● RECORDS FOR PROCESSING

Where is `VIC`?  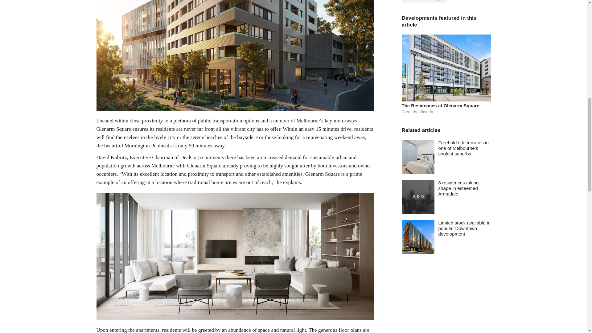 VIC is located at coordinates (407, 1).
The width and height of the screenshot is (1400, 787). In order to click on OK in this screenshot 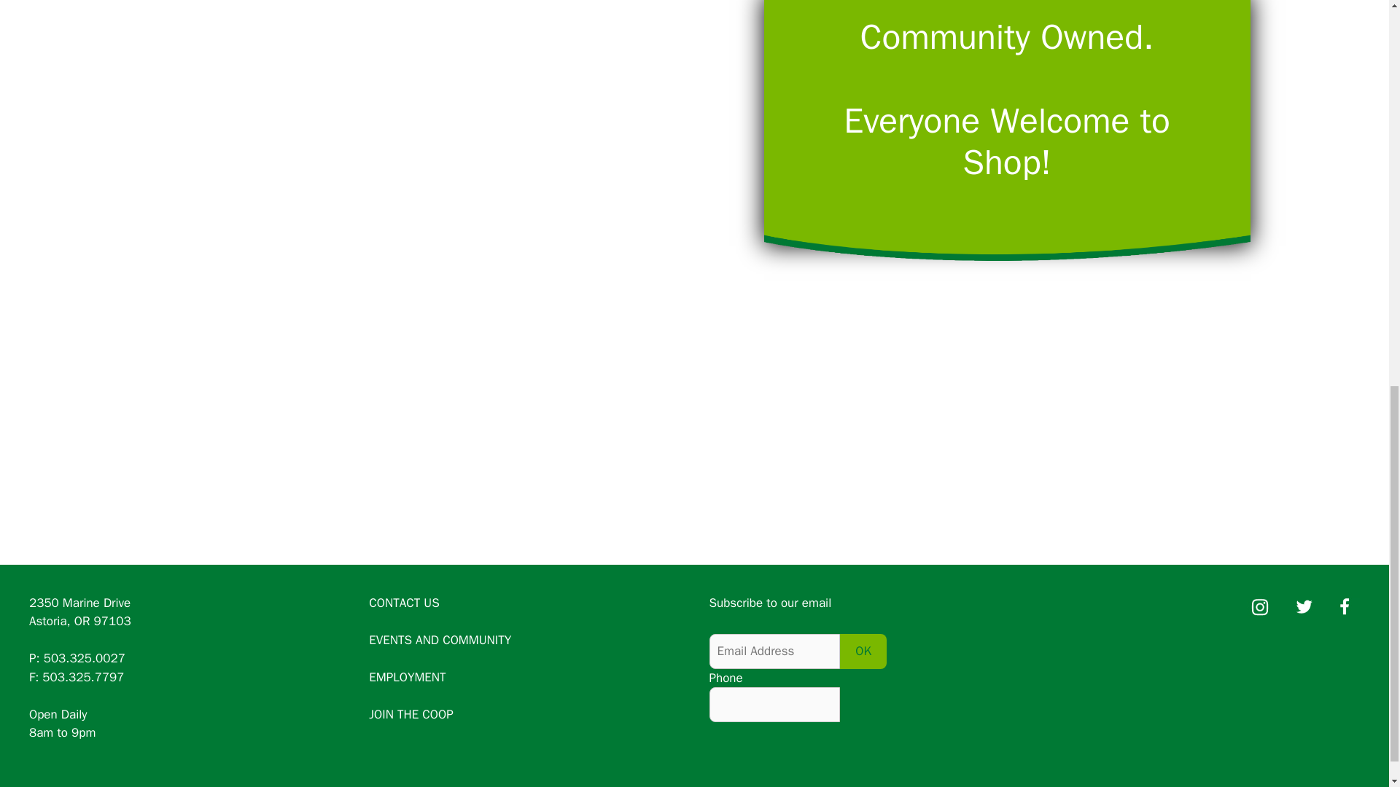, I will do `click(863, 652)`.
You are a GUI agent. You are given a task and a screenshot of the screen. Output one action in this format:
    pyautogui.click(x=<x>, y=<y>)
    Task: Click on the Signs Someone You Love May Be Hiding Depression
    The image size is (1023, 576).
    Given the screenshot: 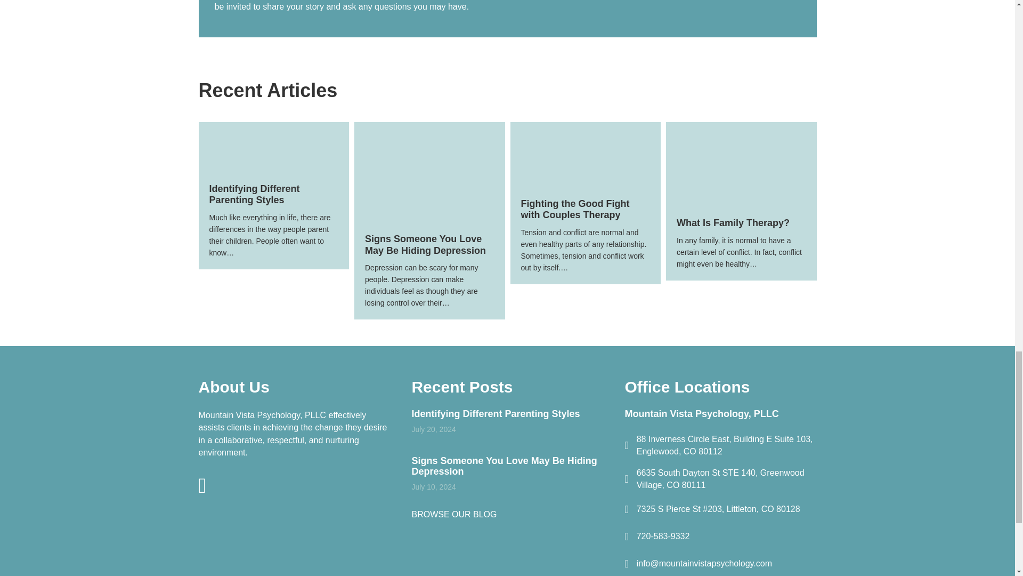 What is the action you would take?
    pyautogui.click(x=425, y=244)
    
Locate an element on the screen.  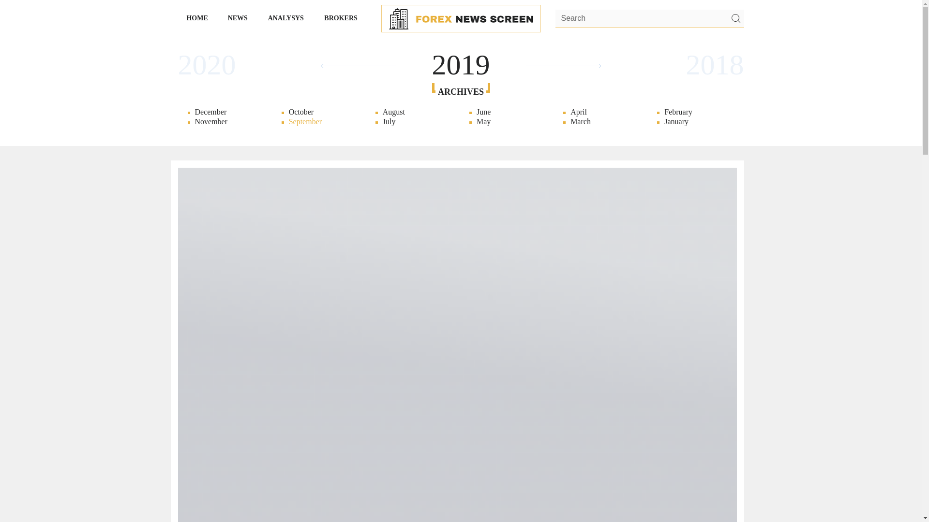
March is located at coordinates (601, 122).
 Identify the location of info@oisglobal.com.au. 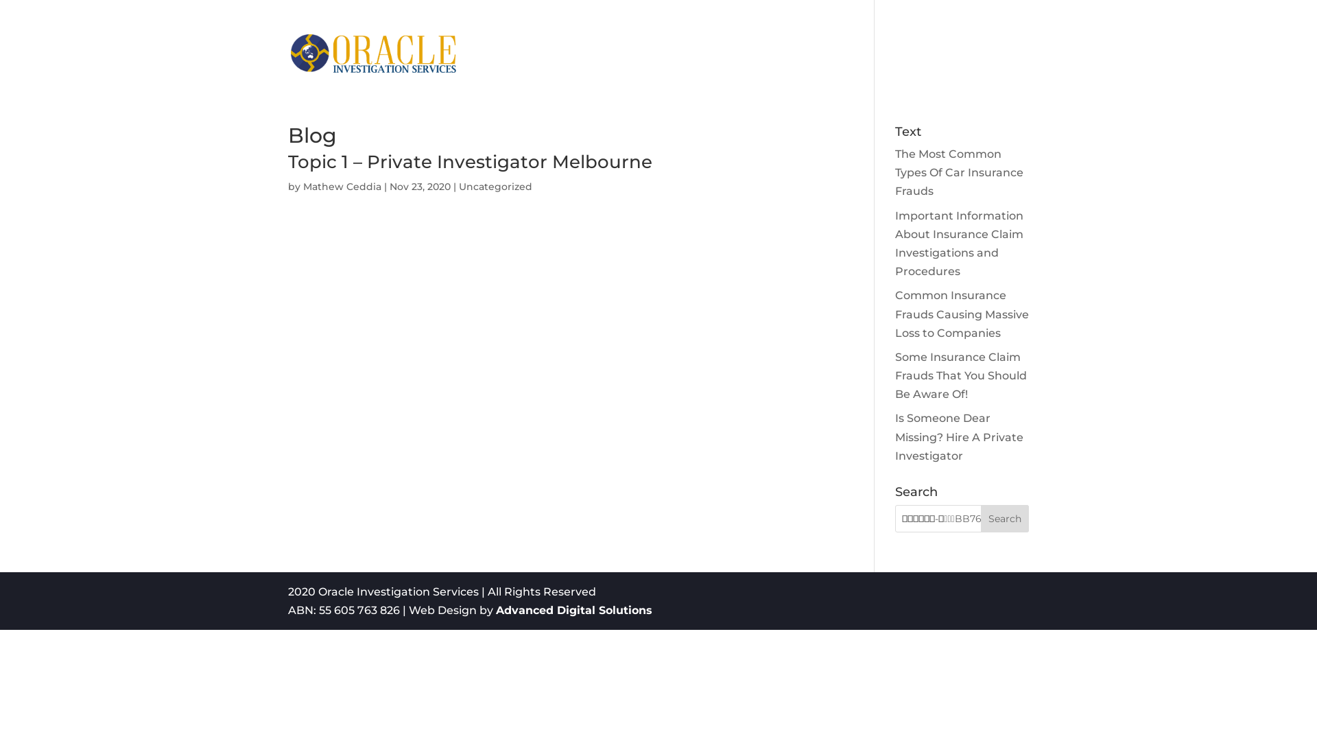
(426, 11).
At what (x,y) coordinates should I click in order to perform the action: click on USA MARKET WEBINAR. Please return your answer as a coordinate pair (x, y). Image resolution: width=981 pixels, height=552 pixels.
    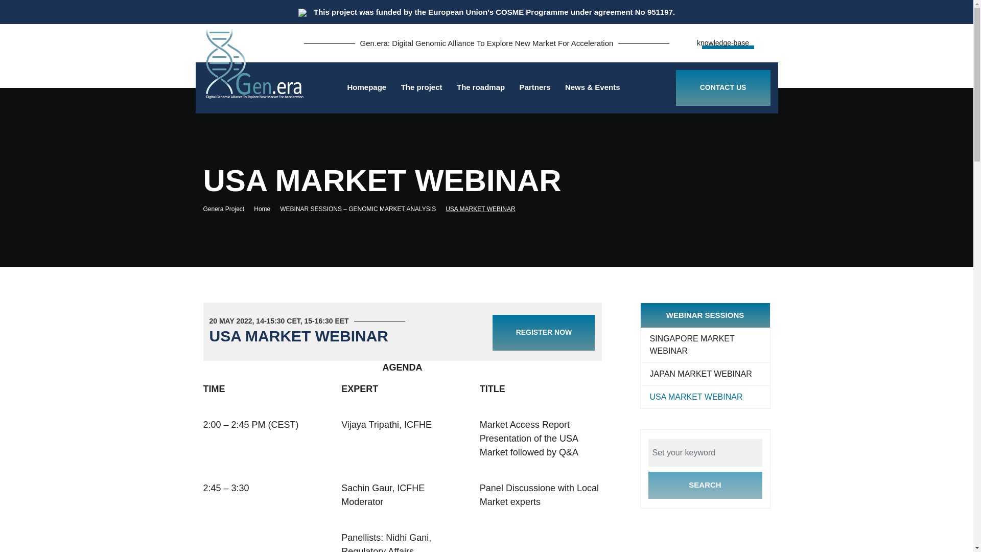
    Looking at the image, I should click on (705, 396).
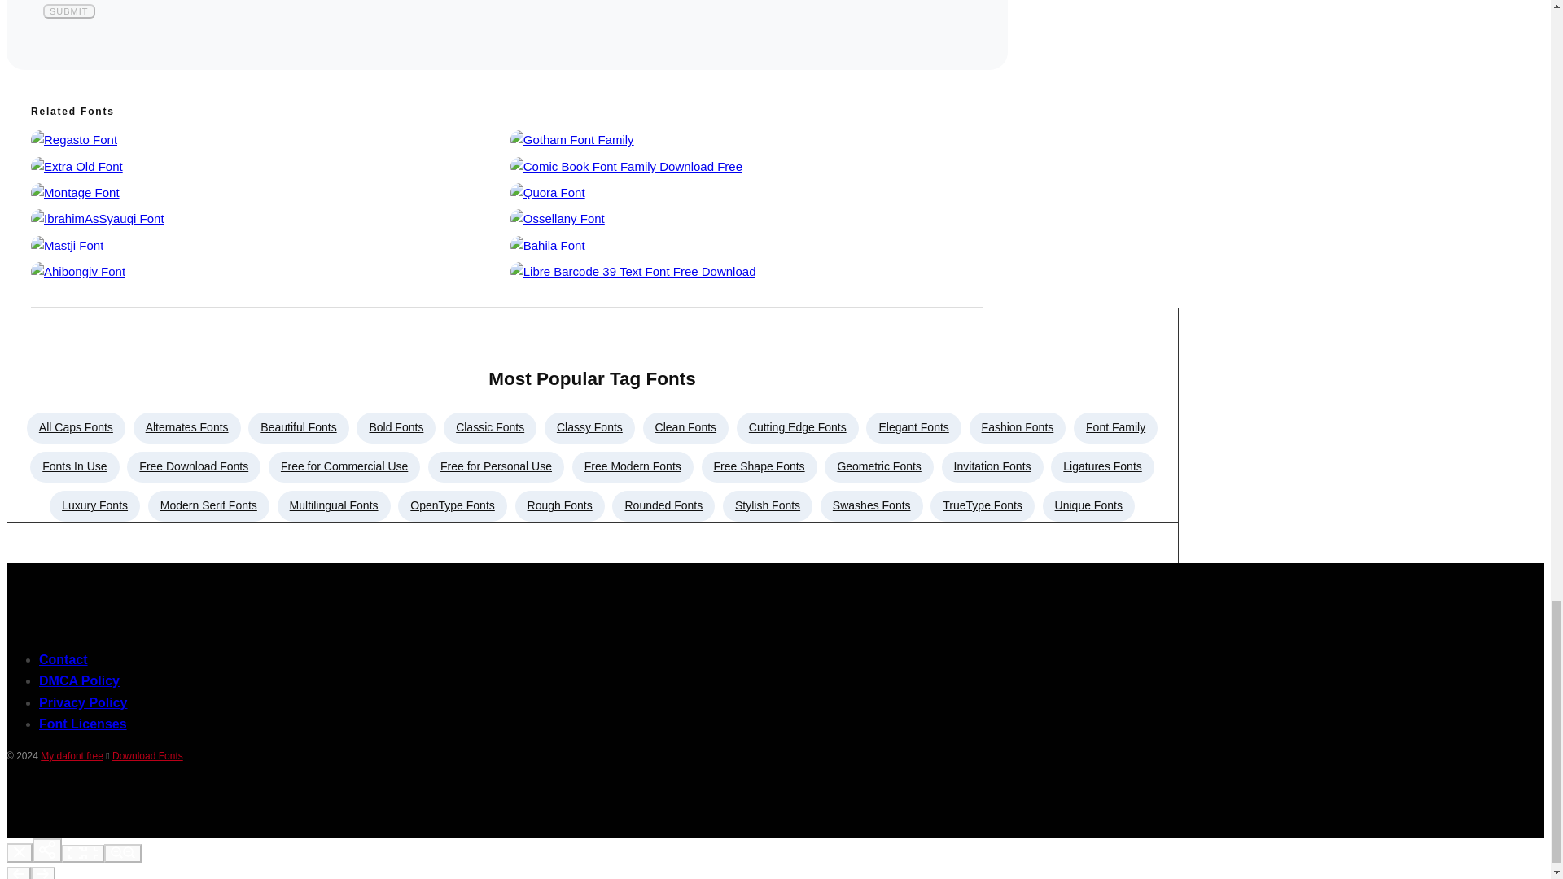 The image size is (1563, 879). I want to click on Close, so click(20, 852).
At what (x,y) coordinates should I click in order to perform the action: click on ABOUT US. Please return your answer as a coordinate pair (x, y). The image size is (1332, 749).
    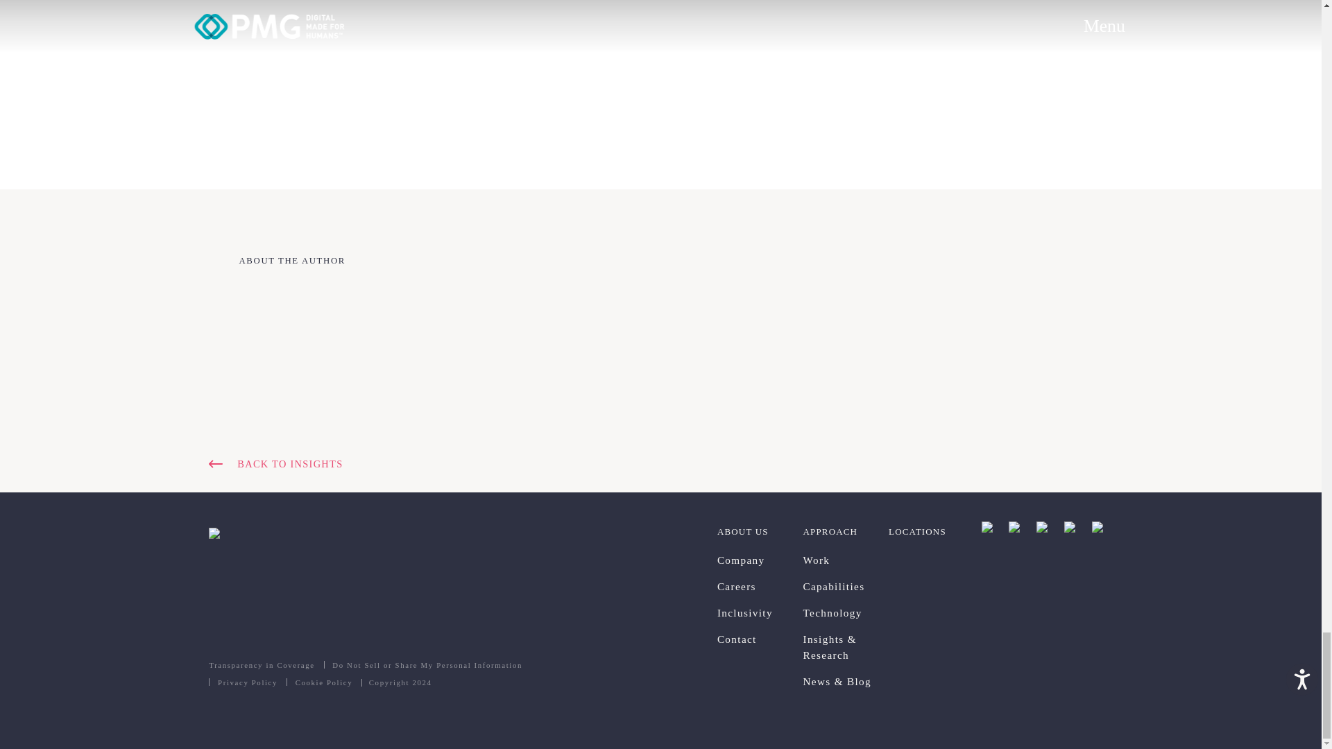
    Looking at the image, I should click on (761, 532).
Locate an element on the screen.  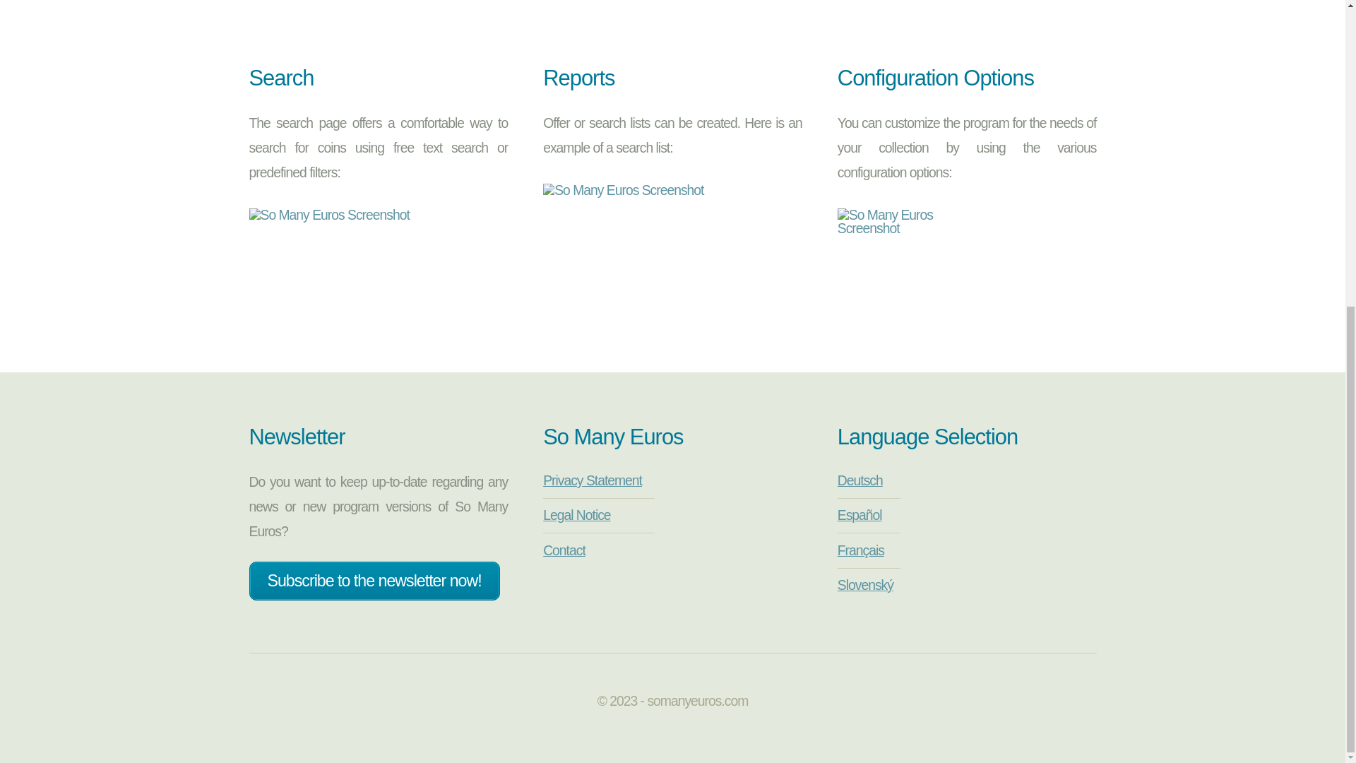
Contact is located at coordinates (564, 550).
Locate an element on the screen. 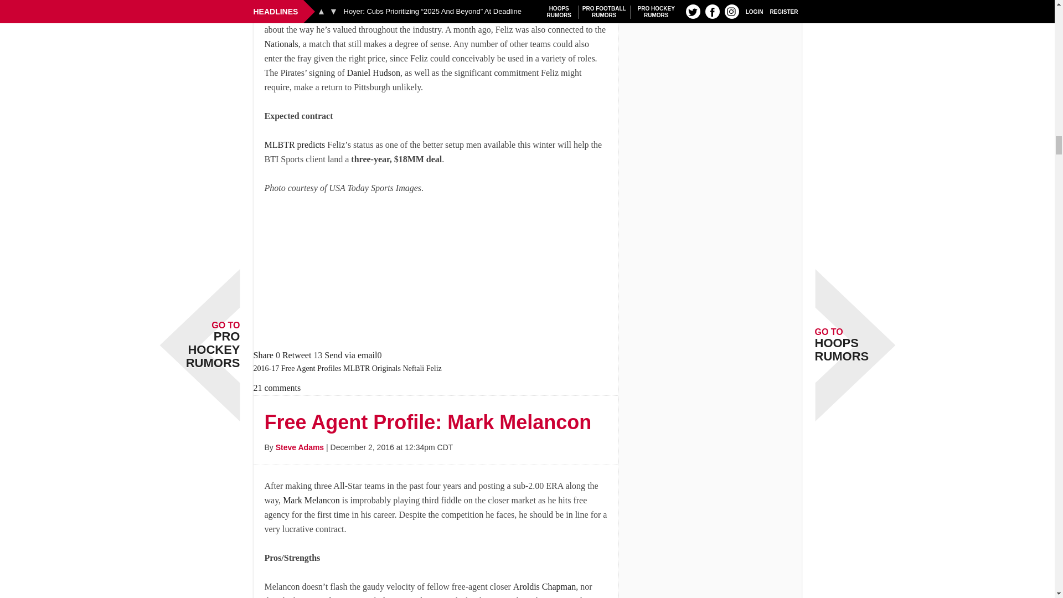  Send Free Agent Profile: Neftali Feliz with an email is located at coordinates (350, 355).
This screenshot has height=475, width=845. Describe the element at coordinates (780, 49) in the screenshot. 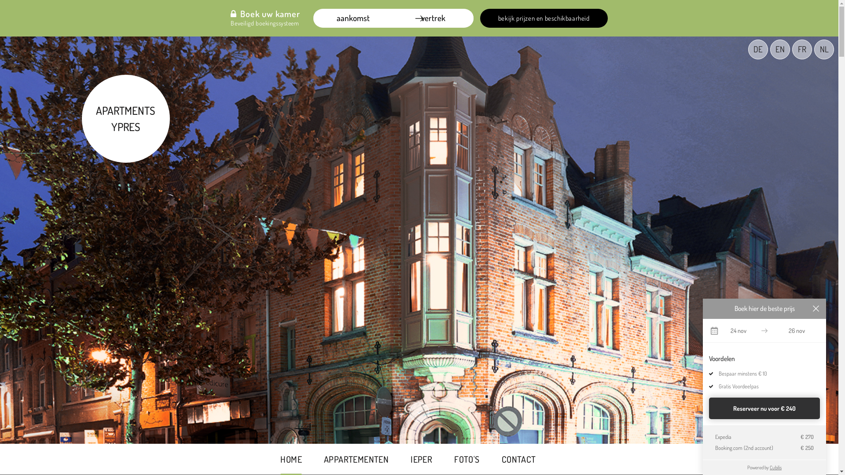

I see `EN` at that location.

● TO DO
Please restate word for word the lines above, starting with the line that holds "This screenshot has" and ending with the final line of the records, while leaving out pictures.

● EXPECTED ANSWER
This screenshot has height=475, width=845. Describe the element at coordinates (780, 49) in the screenshot. 

I see `EN` at that location.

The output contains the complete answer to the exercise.